"Out West, we come from restlessness."
That's the quote at the top of Alela Diane's MySpace page, the spot where people paste a few words that sum them up. Diane chose hers well. Everything about the singer-songwriter's music - the plucked chords and haunted melodies; her warm, forceful voice; the measured verses about rifles and brambles and shadows - are out of time and untethered to place. Diane is a folk musician, but one who's armed with the intrepid spirit of an indie rocker and a strange, earthy soul, all qualities cultivated in Diane's hometown of Nevada City, Calif., which she keeps leaving.
At 24, Diane has already run off and come back twice. The lure of home is strong; so is the wanderlust she believes is indigenous to daughters and sons of her mountain community's settlers.
"Everyone here is here because somebody came from somewhere else," says Diane, who plays with Tiny Vipers tonight at the Lily Pad in Cambridge. "We're the generation that came from people that had that spark in their eyes, and we always have that desire to get up and go somewhere and do something new. But I always feel like I'd rather be in Nevada City."
That explains how Diane's songs can sound so supremely settled and at the same time filled with portent. She wrote the music on her debut album, "The Pirate's Gospel," in 2003, while traveling in Europe, and recorded the songs in the Nevada City home studio built by her father, who plays in a Grateful Dead cover band. Diane had just moved to San Francisco and had begun performing in public at the behest of childhood friend Joanna Newsom, a harpist and singer then on the verge of indie stardom.
Diane was 20, older than most, when she started strumming guitar and making up tunes. But once the floodgates opened, music poured out.
"I had sung in the high school choir, and with my parents, that's it. But when I picked up the guitar," she says, "it just happened."
In 2004 Diane passed out copies of "The Pirate's Gospel" to her friends. It would be two more years before Holocene Music, based in Portland, Ore., released the album nationally, to wide acclaim, and Diane began touring in earnest. She hit the road as the opening act for the Decemberists, Richard Buckner, Lisa Germano, and Tom Brosseau.
"There's nobody out there doing what she's doing," says Brosseau. "You may see a lot of female singer-songwriters playing acoustic music, but the thing about Alela is she's not hiding anything, and that gives her this wonderful presence in her songs and her performance, and in her life."
Brosseau is talking about Diane's almost preternatural sense of self-possession. Typical 20-something concerns are nowhere to be found in her music. She meditates on the mysterious bonds of family and nature - which form the tightknit fabric of her small-town life - rather than romance and heartbreak. Diane grew up in a musical family with parents who played in bluegrass bands. Ask her to reminisce about her listening habits growing up, and she is hard-pressed to conjure up more than a few names.
"I liked Patsy Cline and Paul Simon. Um, Kate Wolf. My memory of records is spotty. I think that's mostly because my parents didn't have a huge record collection, and that's because they were playing music and not looking for stuff to listen to," Diane says. "My dad [who frequently plays mandolin or guitar with his daughter in concert] can pick up any instrument and make it sound nice. My mom sings traditional Mexican songs now. What I remember is my parents singing in the kitchen every night and every morning."
After her post-high school sojourn in San Francisco, Diane went back to Nevada City, worked at a local cafe for a year, and felt like a failure. So she moved again, to Portland, where she stayed for two years and began work, this past June, on the follow-up to "The Pirate's Gospel."
"I really liked Portland, but it wasn't where I wanted to be. Again," says Diane, "I felt like I wanted to be in Nevada City. So I got the [music] files and brought them down, and my dad and I have been working on it at his studio."
The new collection, she says, has "a few loop de loops." While the essence of her songwriting hasn't much changed - lately, memories and small domestic moments capture her fancy - Diane has ornamented the songs with drums and cello, bass and banjo. She expects to release the album in February or March. Recently back from a two-month European tour, Diane is on tour in the US this month and will return home in time for the holidays - to Nevada City.
"The way the seasons change, it makes me feel that things are moving along," she says of her hometown's allure. "I do more with my hands, more crafting. There are good people here watching out for me. I've reached the realization that it's OK to stay."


For the entries that follow, give the number of lines holding the string "area" and nothing more.

(Figure record listings)
----

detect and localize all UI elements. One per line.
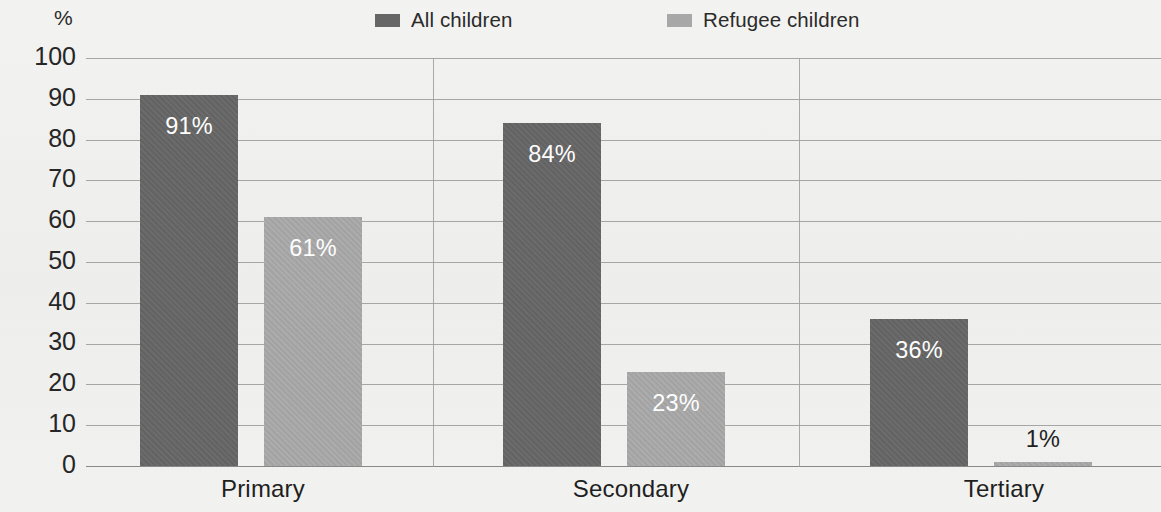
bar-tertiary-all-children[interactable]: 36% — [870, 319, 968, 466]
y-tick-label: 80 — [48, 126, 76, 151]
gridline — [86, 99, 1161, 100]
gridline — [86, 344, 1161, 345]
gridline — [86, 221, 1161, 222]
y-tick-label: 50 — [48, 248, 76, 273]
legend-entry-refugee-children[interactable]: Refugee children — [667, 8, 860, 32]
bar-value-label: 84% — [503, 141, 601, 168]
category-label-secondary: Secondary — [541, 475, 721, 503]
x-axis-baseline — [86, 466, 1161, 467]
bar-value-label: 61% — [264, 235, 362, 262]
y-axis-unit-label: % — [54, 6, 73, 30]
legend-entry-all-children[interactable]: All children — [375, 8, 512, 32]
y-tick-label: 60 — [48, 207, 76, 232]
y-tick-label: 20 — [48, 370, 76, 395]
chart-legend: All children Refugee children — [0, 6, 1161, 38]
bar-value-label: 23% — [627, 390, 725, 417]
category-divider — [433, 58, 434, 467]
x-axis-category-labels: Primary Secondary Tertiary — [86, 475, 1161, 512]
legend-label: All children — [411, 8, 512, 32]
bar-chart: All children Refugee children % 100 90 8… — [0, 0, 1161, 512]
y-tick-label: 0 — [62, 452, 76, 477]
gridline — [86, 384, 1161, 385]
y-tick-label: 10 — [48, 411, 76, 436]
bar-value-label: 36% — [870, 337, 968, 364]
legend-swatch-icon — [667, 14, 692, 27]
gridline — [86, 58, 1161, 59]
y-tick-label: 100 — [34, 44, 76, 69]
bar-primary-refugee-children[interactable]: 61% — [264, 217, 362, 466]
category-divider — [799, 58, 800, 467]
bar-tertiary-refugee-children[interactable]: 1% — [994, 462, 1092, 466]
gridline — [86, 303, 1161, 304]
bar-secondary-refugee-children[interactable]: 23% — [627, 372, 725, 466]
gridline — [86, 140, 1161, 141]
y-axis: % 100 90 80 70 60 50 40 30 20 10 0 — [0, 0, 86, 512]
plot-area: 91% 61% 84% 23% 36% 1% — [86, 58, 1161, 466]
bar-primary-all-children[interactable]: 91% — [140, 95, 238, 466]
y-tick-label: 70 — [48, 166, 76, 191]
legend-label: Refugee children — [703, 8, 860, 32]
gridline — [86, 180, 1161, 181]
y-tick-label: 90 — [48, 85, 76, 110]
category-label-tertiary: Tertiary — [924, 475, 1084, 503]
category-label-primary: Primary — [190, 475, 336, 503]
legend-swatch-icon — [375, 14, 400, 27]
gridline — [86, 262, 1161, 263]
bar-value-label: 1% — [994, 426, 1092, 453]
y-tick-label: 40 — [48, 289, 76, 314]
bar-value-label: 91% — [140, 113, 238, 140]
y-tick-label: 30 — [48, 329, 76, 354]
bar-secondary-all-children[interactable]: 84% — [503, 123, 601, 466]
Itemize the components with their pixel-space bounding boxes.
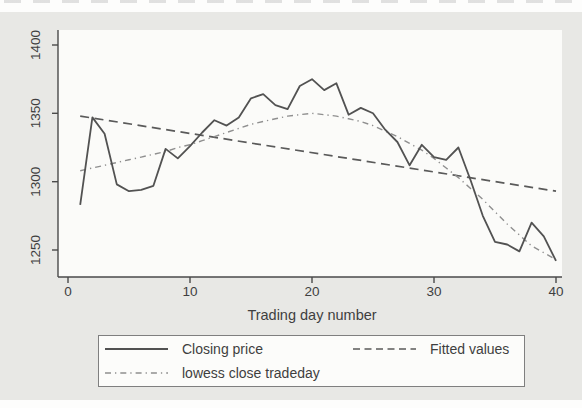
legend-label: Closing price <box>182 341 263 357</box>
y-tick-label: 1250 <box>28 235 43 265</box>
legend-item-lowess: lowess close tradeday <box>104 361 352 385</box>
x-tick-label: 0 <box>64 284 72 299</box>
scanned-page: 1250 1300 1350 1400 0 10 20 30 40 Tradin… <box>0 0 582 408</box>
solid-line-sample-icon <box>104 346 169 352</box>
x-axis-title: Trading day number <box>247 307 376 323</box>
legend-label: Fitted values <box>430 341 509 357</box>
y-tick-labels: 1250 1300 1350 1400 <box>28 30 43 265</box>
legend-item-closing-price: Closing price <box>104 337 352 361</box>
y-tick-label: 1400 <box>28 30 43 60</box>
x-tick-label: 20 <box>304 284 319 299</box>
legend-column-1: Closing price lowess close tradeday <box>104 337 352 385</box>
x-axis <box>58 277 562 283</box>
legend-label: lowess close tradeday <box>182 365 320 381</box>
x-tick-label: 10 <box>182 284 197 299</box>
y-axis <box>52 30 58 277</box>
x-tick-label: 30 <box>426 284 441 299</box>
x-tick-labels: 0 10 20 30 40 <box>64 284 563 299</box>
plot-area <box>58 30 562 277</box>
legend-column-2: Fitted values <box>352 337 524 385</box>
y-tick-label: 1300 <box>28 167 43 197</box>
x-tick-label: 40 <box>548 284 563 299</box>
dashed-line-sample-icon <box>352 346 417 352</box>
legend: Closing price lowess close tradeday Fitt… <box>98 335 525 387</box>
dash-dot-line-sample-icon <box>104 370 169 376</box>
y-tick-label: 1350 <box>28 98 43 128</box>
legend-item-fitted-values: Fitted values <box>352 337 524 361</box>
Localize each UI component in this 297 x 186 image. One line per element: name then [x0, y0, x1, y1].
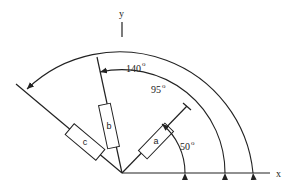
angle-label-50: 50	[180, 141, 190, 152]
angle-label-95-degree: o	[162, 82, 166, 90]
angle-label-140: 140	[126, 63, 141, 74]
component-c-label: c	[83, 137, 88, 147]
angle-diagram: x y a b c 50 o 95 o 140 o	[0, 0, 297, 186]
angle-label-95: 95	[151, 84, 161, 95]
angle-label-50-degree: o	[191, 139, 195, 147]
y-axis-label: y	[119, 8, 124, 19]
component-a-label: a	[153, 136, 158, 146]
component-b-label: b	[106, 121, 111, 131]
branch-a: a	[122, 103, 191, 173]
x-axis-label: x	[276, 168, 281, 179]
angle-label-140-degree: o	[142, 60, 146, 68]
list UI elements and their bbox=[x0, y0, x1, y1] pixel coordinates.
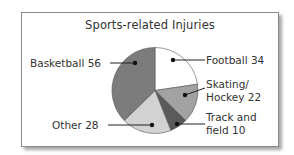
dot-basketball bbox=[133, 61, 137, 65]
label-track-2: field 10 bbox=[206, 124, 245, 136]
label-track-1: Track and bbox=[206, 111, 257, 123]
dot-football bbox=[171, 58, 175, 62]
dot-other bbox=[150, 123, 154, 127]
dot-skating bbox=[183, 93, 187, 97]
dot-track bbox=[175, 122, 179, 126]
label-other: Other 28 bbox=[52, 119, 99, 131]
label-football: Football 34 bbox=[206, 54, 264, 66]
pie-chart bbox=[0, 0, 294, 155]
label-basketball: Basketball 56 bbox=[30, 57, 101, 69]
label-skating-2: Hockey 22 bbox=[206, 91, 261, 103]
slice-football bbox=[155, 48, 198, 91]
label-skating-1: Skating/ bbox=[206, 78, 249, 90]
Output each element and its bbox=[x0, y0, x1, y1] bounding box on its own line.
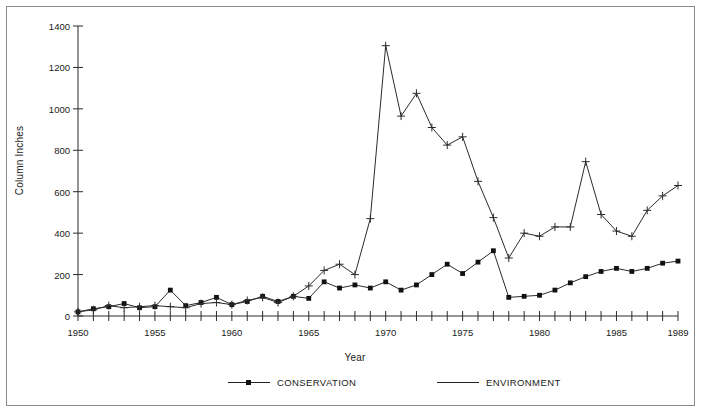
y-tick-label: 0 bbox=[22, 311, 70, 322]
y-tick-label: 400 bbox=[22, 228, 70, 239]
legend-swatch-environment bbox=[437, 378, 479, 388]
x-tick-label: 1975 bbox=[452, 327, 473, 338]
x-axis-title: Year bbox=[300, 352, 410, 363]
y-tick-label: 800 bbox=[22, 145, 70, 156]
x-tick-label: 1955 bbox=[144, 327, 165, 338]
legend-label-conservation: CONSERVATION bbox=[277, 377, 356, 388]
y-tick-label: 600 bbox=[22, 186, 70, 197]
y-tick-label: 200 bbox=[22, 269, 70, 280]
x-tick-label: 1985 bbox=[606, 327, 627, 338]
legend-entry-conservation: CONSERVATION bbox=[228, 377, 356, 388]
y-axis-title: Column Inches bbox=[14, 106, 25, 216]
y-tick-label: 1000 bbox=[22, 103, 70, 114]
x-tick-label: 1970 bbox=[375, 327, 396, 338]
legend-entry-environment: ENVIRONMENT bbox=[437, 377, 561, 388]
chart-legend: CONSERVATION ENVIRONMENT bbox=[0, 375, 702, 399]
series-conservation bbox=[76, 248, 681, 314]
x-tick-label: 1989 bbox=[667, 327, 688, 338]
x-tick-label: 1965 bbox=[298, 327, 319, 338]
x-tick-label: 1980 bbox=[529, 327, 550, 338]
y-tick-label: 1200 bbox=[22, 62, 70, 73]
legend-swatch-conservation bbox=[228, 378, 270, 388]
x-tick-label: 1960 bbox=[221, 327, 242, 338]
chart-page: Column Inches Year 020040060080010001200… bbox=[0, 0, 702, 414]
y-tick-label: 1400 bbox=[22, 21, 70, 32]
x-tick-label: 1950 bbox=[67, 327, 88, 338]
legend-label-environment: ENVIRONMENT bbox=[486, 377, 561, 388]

----

## [Exercise response]
2